In recent years, it was found that current passing through chiral molecules exhibits spin preference, an effect known as Chiral Induced Spin Selectivity (CISS). The effect also enables the reduction of scattering and therefore enhances delocalization. As a result, the delocalization of an exciton generated in the dots is not symmetric and relates to the electronic and hole excited spins.
View Article and Find Full Text PDFPhys Chem Chem Phys
December 2022
Partially charged chiral molecules act as spin filters, with preference for electron transport toward one type of spin ("up" or "down"), depending on their handedness. This effect is named the chiral induced spin selectivity (CISS) effect. A consequence of this phenomenon is spin polarization concomitant with electric polarization in chiral molecules.
View Article and Find Full Text PDFTransient, dissipative, aggregation and deaggregation of Au nanoparticles (NPs) or semiconductor quantum dots (QDs) leading to control over their transient optical properties are introduced. The systems consist of nucleic acid-modified pairs of Au NPs or pairs of CdSe/ZnS QDs, an auxiliary duplex L/T, and the nicking enzyme Nt.BbvCI as functional modules yielding transient aggregation/deaggregation of the NPs and dynamically controlling over their optical properties.
View Article and Find Full Text PDFLow cost short wavelength infrared (SWIR) photovoltaic (PV) detectors and solar cells are of very great interest, yet the main production technology today is based on costly epitaxial growth of InGaAs layers. In this study, layers of p-type, quantum confined (QC) PbS nano-domains (NDs) structure that were engineered to absorb SWIR light at 1550 nm (Eg = 0.8 eV) were fabricated from solution using the chemical bath deposition (CBD) technique.
View Article and Find Full Text PDFA liquid crystal optically addressed spatial light modulator based on an InGaAs photodiode array operating at low light levels is investigated in the short wavelength infrared (SWIR) spectral band to serve as a SWIR-to-visible imaging upconversion device. It consists of InGaAs/InP heterojunction photodetectors array sandwiched with a nematic LC layer. The photodiode array is composed of a 640×512 InGaAs/Inp heterojunctions, grown on InP substrate with a 15 μm pitch.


Aim of the task: Your output should be exactly the lines from the one containing "is (757, 390)." through the final line of the records, both included, with every picture left out.

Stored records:

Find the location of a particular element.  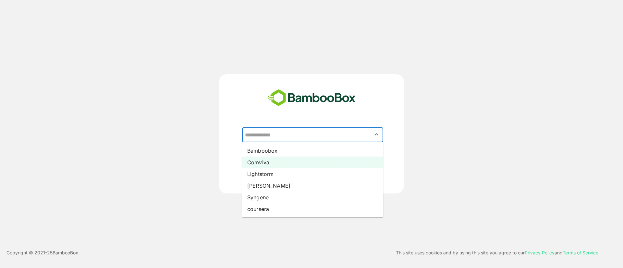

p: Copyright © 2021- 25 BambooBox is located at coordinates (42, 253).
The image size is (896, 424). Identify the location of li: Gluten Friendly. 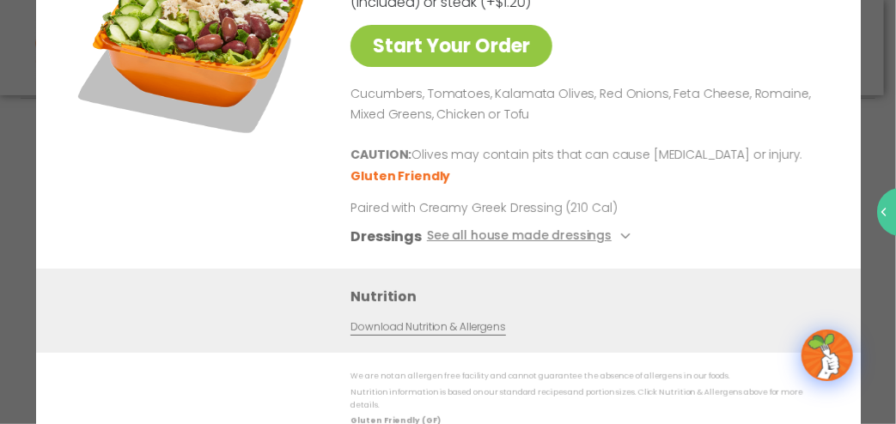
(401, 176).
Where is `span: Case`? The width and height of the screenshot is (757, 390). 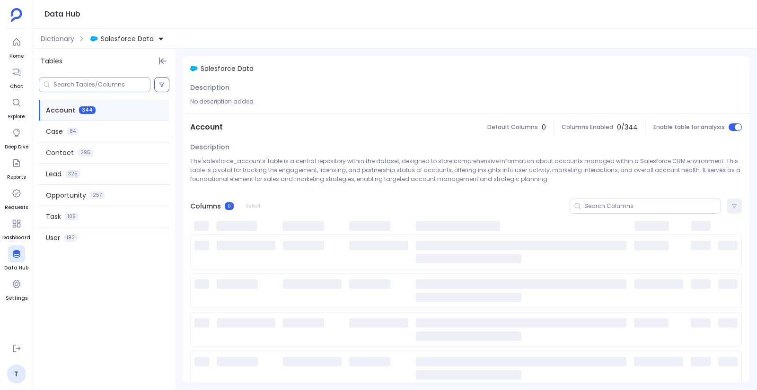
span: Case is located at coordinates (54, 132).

Task response:
Where is `span: Case`? The width and height of the screenshot is (757, 390). 
span: Case is located at coordinates (54, 132).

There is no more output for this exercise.